Richardson Could Return To Cabinet Soon

Obama and Richardson on the campaign trail in September(Credit: Emmanuel Dunand/AFP/Getty Images)

The wires are reporting this afternoon that New Mexico Gov. Bill Richardson (D) will join the incoming administration in the role of Commerce secretary, and that Barack Obama will make the announcement official at a press conference tomorrow morning. (Check back then for coverage of the presser.)

If true, this would make Richardson the third of Obama's primary opponents to find roles in the administration, continuing the trend toward a "team of rivals." It would also mark a return to the Cabinet for Richardson, who served as President Clinton's Energy secretary after a year as ambassador to the United Nations.

As detailed in the Almanac of American Politics, Richardson's tenure in the Clinton White House was not without its rough patches:


In January 1997 Richardson was nominated as ambassador to the United Nations. Here was an opportunity to be a major player in foreign policy, although Richardson was cabined in by the close supervision of his predecessor, Secretary of State Madeleine Albright. But he did negotiate agreements between the Taliban regime in Afghanistan and opposition forces and secured the release of Red Cross workers held hostage in Sudan, and the foreign policy experience he was gaining seemed likely to make him a plausible vice presidential candidate in 2000 or later. The only embarrassing thing about his service was the fact, later disclosed, that at the request of a White House staffer and without asking why, he offered a job to Monica Lewinsky; she rejected it as insufficiently grand.

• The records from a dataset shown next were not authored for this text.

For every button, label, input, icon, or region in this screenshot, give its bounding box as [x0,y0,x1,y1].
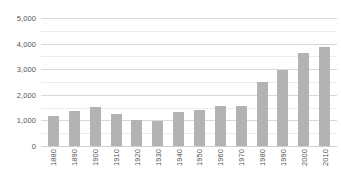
x-axis-tick-label: 1960 [216,149,225,166]
bar-slot [106,18,127,146]
bar [257,82,268,146]
bar-slot [231,18,252,146]
x-axis-tick-slot: 1970 [231,149,252,193]
x-axis-tick-slot: 1910 [106,149,127,193]
bar-slot [168,18,189,146]
bar [173,112,184,146]
x-axis-tick-slot: 1890 [64,149,85,193]
y-axis-tick-label: 0 [32,142,36,151]
x-axis-tick-slot: 2010 [314,149,335,193]
y-axis-tick-label: 3,000 [17,65,36,74]
bar-series [41,18,337,146]
bar-slot [210,18,231,146]
bar-slot [126,18,147,146]
x-axis-tick-slot: 1950 [189,149,210,193]
y-axis-tick-label: 5,000 [17,14,36,23]
x-axis-tick-label: 1980 [258,149,267,166]
x-axis-tick-slot: 1940 [168,149,189,193]
bar-slot [272,18,293,146]
bar-slot [85,18,106,146]
bar [69,111,80,146]
bar [319,47,330,146]
x-axis-tick-label: 1900 [91,149,100,166]
x-axis-tick-slot: 1930 [147,149,168,193]
bar-slot [189,18,210,146]
bar-slot [252,18,273,146]
x-axis-tick-slot: 1880 [43,149,64,193]
axis-baseline [41,146,337,147]
bar [277,70,288,146]
bar [215,106,226,146]
x-axis-tick-slot: 1990 [272,149,293,193]
bar [131,120,142,146]
x-axis-tick-label: 1930 [153,149,162,166]
bar-chart: 5,0004,0003,0002,0001,0000 1880189019001… [0,0,341,196]
x-axis-tick-slot: 1920 [126,149,147,193]
x-axis-tick-label: 1920 [132,149,141,166]
bar [90,107,101,146]
bar-slot [147,18,168,146]
x-axis-tick-label: 1890 [70,149,79,166]
x-axis-tick-label: 1940 [174,149,183,166]
y-axis-tick-label: 2,000 [17,90,36,99]
bar [48,116,59,146]
y-axis-tick-label: 1,000 [17,116,36,125]
x-axis-tick-label: 2010 [320,149,329,166]
x-axis-tick-label: 2000 [299,149,308,166]
x-axis-tick-label: 1990 [278,149,287,166]
x-axis-tick-label: 1880 [49,149,58,166]
x-axis-tick-slot: 1980 [252,149,273,193]
x-axis-tick-label: 1970 [237,149,246,166]
bar [111,114,122,146]
bar-slot [293,18,314,146]
bar [152,121,163,146]
x-axis-tick-slot: 1900 [85,149,106,193]
bar-slot [43,18,64,146]
x-axis-tick-label: 1950 [195,149,204,166]
x-axis-tick-label: 1910 [112,149,121,166]
bar-slot [64,18,85,146]
x-axis-tick-slot: 2000 [293,149,314,193]
x-axis: 1880189019001910192019301940195019601970… [41,149,337,193]
x-axis-tick-slot: 1960 [210,149,231,193]
bar [298,53,309,146]
y-axis-tick-label: 4,000 [17,39,36,48]
bar-slot [314,18,335,146]
plot-area [41,18,337,146]
y-axis: 5,0004,0003,0002,0001,0000 [0,0,38,196]
bar [236,106,247,146]
bar [194,110,205,146]
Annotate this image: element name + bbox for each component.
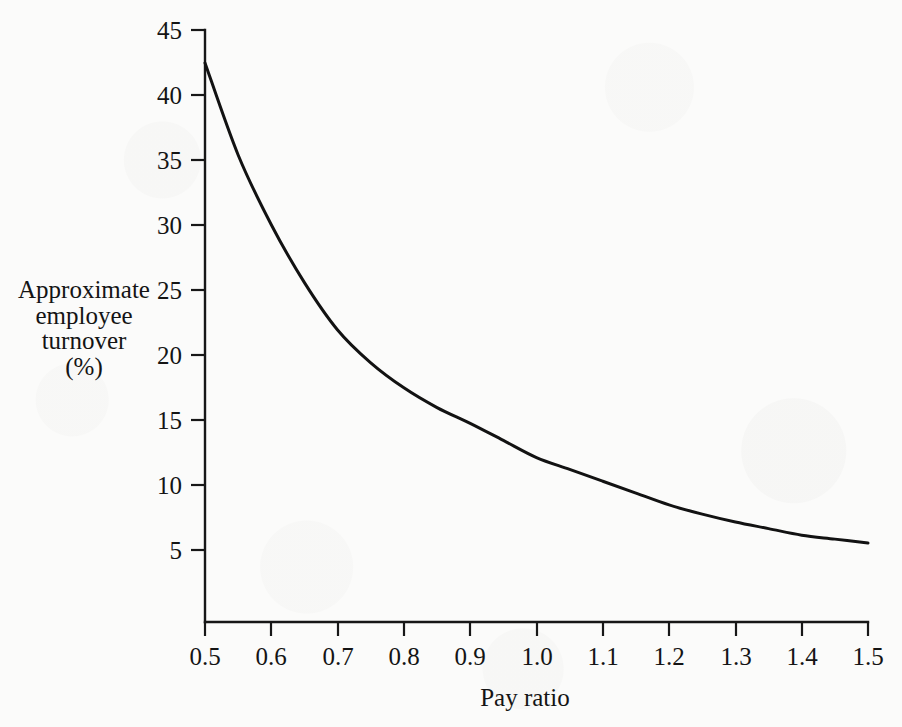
x-tick-label-0-8: 0.8 bbox=[388, 643, 419, 670]
x-tick-label-1-3: 1.3 bbox=[720, 643, 751, 670]
x-tick-label-1-0: 1.0 bbox=[521, 643, 552, 670]
y-tick-label-45: 45 bbox=[157, 17, 182, 44]
x-tick-label-0-6: 0.6 bbox=[255, 643, 286, 670]
figure-canvas: Approximate employee turnover (%) 45 40 … bbox=[0, 0, 902, 727]
x-tick-label-0-9: 0.9 bbox=[454, 643, 485, 670]
y-tick-label-35: 35 bbox=[157, 147, 182, 174]
y-tick-label-20: 20 bbox=[157, 342, 182, 369]
x-axis-title: Pay ratio bbox=[480, 684, 570, 711]
y-tick-label-25: 25 bbox=[157, 277, 182, 304]
x-tick-label-0-5: 0.5 bbox=[189, 643, 220, 670]
x-tick-label-0-7: 0.7 bbox=[322, 643, 353, 670]
x-tick-label-1-2: 1.2 bbox=[653, 643, 684, 670]
y-tick-label-40: 40 bbox=[157, 82, 182, 109]
y-axis-ticks bbox=[191, 30, 205, 550]
y-tick-label-10: 10 bbox=[157, 472, 182, 499]
y-tick-label-30: 30 bbox=[157, 212, 182, 239]
x-tick-label-1-5: 1.5 bbox=[852, 643, 883, 670]
x-tick-label-1-1: 1.1 bbox=[587, 643, 618, 670]
turnover-curve bbox=[205, 63, 868, 543]
x-axis-tick-labels: 0.5 0.6 0.7 0.8 0.9 1.0 1.1 1.2 1.3 1.4 … bbox=[189, 643, 883, 670]
x-axis-ticks bbox=[205, 622, 868, 636]
line-chart: 45 40 35 30 25 20 15 10 5 0.5 0.6 0 bbox=[0, 0, 902, 727]
y-tick-label-5: 5 bbox=[170, 537, 183, 564]
x-tick-label-1-4: 1.4 bbox=[786, 643, 818, 670]
y-axis-tick-labels: 45 40 35 30 25 20 15 10 5 bbox=[157, 17, 182, 564]
y-tick-label-15: 15 bbox=[157, 407, 182, 434]
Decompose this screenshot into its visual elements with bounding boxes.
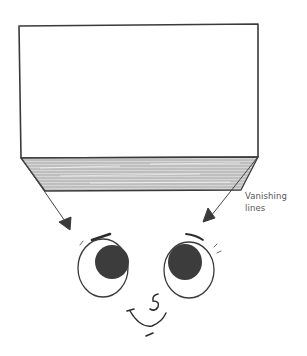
right-eyebrow: [186, 234, 203, 240]
arrowhead-left-icon: [59, 217, 71, 230]
label-line-2: lines: [245, 202, 287, 214]
perspective-drawing: [0, 0, 307, 356]
nose: [150, 294, 158, 310]
box-front-face: [19, 24, 258, 158]
label-line-1: Vanishing: [245, 190, 287, 202]
right-eye: [164, 242, 214, 298]
mouth: [130, 311, 166, 326]
left-eye: [78, 239, 129, 297]
vanishing-lines-label: Vanishing lines: [245, 190, 287, 214]
box-bottom-face: [21, 157, 258, 191]
cartoon-face: [78, 234, 221, 336]
chin: [146, 333, 153, 336]
arrowhead-right-icon: [203, 208, 215, 222]
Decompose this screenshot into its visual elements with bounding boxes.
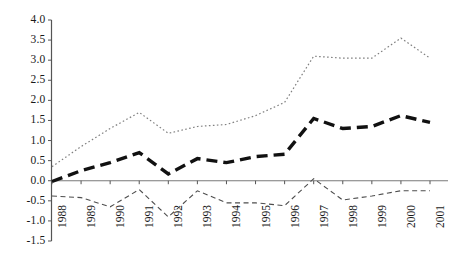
x-axis-label: 2001: [435, 205, 447, 228]
series-layer: [52, 38, 430, 217]
x-axis-label: 1992: [173, 205, 185, 228]
y-axis-label: 3.5: [31, 34, 46, 46]
series-middle-series: [52, 116, 430, 182]
y-axis-label: 1.5: [31, 114, 46, 126]
x-axis-label: 1988: [57, 205, 69, 228]
x-axis-label: 1989: [86, 205, 98, 228]
y-axis-label: -0.5: [26, 195, 45, 207]
y-axis-label: 0.5: [31, 155, 46, 167]
x-axis-label: 1993: [202, 205, 214, 228]
x-axis-label: 2000: [406, 205, 418, 228]
plot-area: [0, 0, 454, 270]
y-axis-label: -1.0: [26, 215, 45, 227]
line-chart: 4.03.53.02.52.01.51.00.50.0-0.5-1.0-1.5 …: [0, 0, 454, 270]
y-axis-label: 2.0: [31, 94, 46, 106]
x-axis-label: 1994: [231, 205, 243, 228]
y-axis-label: 2.5: [31, 74, 46, 86]
x-axis-label: 1990: [115, 205, 127, 228]
y-axis-label: 1.0: [31, 135, 46, 147]
x-axis-label: 1998: [348, 205, 360, 228]
x-axis-label: 1995: [261, 205, 273, 228]
x-axis-label: 1997: [319, 205, 331, 228]
y-axis-label: 0.0: [31, 175, 46, 187]
x-axis-label: 1999: [377, 205, 389, 228]
series-upper-series: [52, 38, 430, 167]
x-axis-label: 1991: [144, 205, 156, 228]
x-axis-label: 1996: [290, 205, 302, 228]
y-axis-label: 4.0: [31, 14, 46, 26]
y-axis-label: 3.0: [31, 54, 46, 66]
y-axis-label: -1.5: [26, 235, 45, 247]
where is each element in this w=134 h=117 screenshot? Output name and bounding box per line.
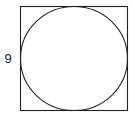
figure-canvas: 9	[0, 0, 134, 117]
square-side-label: 9	[4, 51, 11, 66]
inscribed-circle	[21, 7, 128, 111]
geometry-figure: 9	[0, 0, 134, 117]
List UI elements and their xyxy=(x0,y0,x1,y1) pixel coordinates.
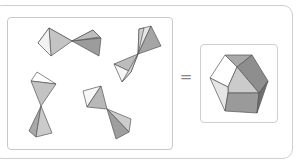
pyramid-pair-3 xyxy=(29,72,56,137)
pyramid-pair-2 xyxy=(114,26,161,82)
solid-front-face xyxy=(225,93,259,113)
hexagonal-solid-illustration xyxy=(201,45,279,124)
equals-sign: = xyxy=(178,69,194,85)
result-solid-panel xyxy=(200,44,278,123)
pyramid-pairs-illustration xyxy=(8,18,174,151)
pyramid-pairs-panel xyxy=(7,17,173,150)
pyramid-pair-1 xyxy=(38,28,101,56)
pyramid-pair-4 xyxy=(83,86,131,139)
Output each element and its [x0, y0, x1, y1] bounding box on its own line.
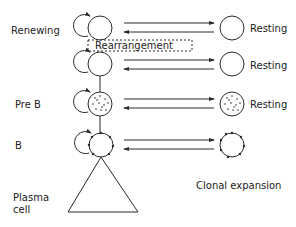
rearranged-cell-circle — [88, 52, 112, 76]
resting-cell-circle — [220, 16, 244, 40]
plasma-label-line1: Plasma — [13, 192, 49, 203]
renewing-cell-circle — [88, 16, 112, 40]
plasma-label-line2: cell — [13, 204, 30, 215]
resting-label: Resting — [250, 23, 287, 34]
resting-cell-circle — [220, 52, 244, 76]
stage-label-b: B — [15, 140, 22, 151]
resting-label: Resting — [250, 60, 287, 71]
stage-label-pre-b: Pre B — [15, 99, 41, 110]
self-renew-arrow-icon — [74, 15, 90, 37]
stage-label-renewing: Renewing — [11, 25, 60, 36]
self-renew-arrow-icon — [74, 91, 90, 113]
self-renew-arrow-icon — [74, 51, 90, 73]
clonal-expansion-triangle — [68, 157, 138, 212]
rearrangement-label: Rearrangement — [95, 40, 173, 51]
resting-label: Resting — [250, 99, 287, 110]
clonal-expansion-label: Clonal expansion — [196, 180, 281, 191]
self-renew-arrow-icon — [75, 132, 91, 154]
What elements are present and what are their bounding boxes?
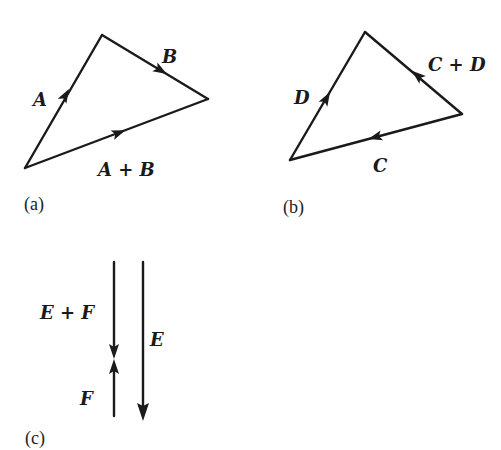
arrowhead-a-plus-b-icon — [111, 125, 128, 139]
label-f: F — [79, 388, 94, 409]
label-a: A — [31, 89, 47, 110]
vector-b — [102, 35, 208, 99]
label-e-plus-f: E + F — [39, 302, 95, 323]
label-c-plus-d: C + D — [428, 54, 486, 75]
caption-a: (a) — [24, 194, 44, 215]
label-a-plus-b: A + B — [96, 159, 155, 180]
arrowhead-d-icon — [319, 90, 335, 107]
label-b: B — [161, 46, 177, 67]
arrowhead-c-icon — [367, 131, 383, 144]
panel-c: E + F F E (c) — [25, 262, 164, 449]
panel-a: A B A + B (a) — [24, 35, 208, 215]
label-d: D — [293, 87, 310, 108]
panel-b: D C + D C (b) — [283, 32, 486, 218]
caption-b: (b) — [283, 197, 304, 218]
vector-addition-diagram: A B A + B (a) D C + D C (b) E + F F E (c… — [0, 0, 501, 450]
label-c: C — [373, 155, 388, 176]
caption-c: (c) — [25, 428, 45, 449]
label-e: E — [149, 329, 164, 350]
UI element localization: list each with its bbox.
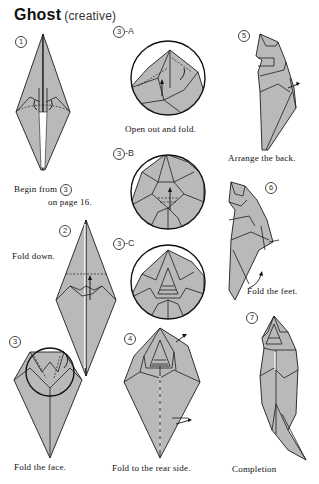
step-5-diagram <box>256 32 306 152</box>
step-2-caption: Fold down. <box>12 251 55 261</box>
step-3c-diagram <box>128 242 208 322</box>
step-4-diagram <box>124 326 204 460</box>
step-3-number: 3 <box>9 336 21 348</box>
step-7-diagram <box>252 314 312 464</box>
title-subtitle: (creative) <box>64 9 116 23</box>
page-title: Ghost(creative) <box>14 6 116 24</box>
step-4-caption: Fold to the rear side. <box>112 463 191 473</box>
title-text: Ghost <box>14 6 61 23</box>
step-3b-diagram <box>128 152 208 232</box>
step-5-caption: Arrange the back. <box>228 153 296 163</box>
begin-note-ref: 3 <box>60 184 72 196</box>
step-7-caption: Completion <box>232 464 277 474</box>
step-1-diagram <box>12 32 82 172</box>
step-3-diagram <box>10 348 90 460</box>
begin-note-line2: on page 16. <box>48 197 92 207</box>
step-5-number: 5 <box>238 30 250 42</box>
step-3-caption: Fold the face. <box>14 462 66 472</box>
step-3a-diagram <box>128 38 208 118</box>
step-3a-caption: Open out and fold. <box>125 124 196 134</box>
step-6-caption: Fold the feet. <box>247 286 298 296</box>
begin-note-line1: Begin from 3 <box>14 184 72 196</box>
step-3a-number: 3-A <box>113 26 134 38</box>
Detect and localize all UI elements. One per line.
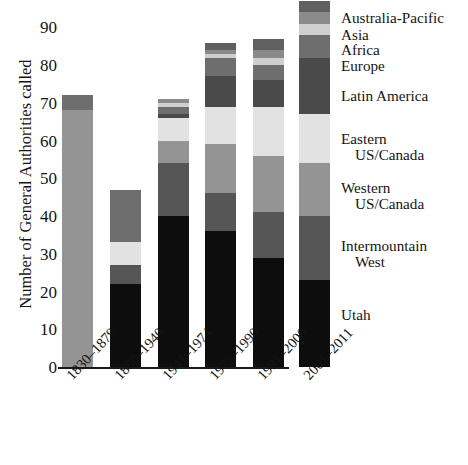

Then in June 1998 Energy Secretary Federico Pena resigned and Bill Clinton, eager to have at least one Hispanic in an official cabinet position, shifted Richardson to the post. This was not really a promotion: Energy is a department that is made up of several unrelated agencies, some of them with deep troubles at the time. One of those was the Los Alamos National Laboratory, from which, it seemed, secret documents about the assembly of nuclear weapons made their way to China.

Richardson was much criticized in Congress for his work on improving security in the national laboratories, and his connection to the Wen Ho Lee security case was a political liability. Later, in May 1999, two hard drives with designs of the nation's nuclear labs were found to be missing after a fire; in June 1999 he decided not to appear at a Senate committee hearing on the issue, on the grounds he had no answers; at a later Armed Services Committee hearing he was lambasted by Robert Byrd, who said he would never be confirmed for another job (the hard drives were later found behind a copying machine). He was mentioned as a possible vice presidential candidate in 2000 -- the Democrats would have loved to run a Hispanic -- but his name soon fell off the list.

See Richardson's full Almanac profile here.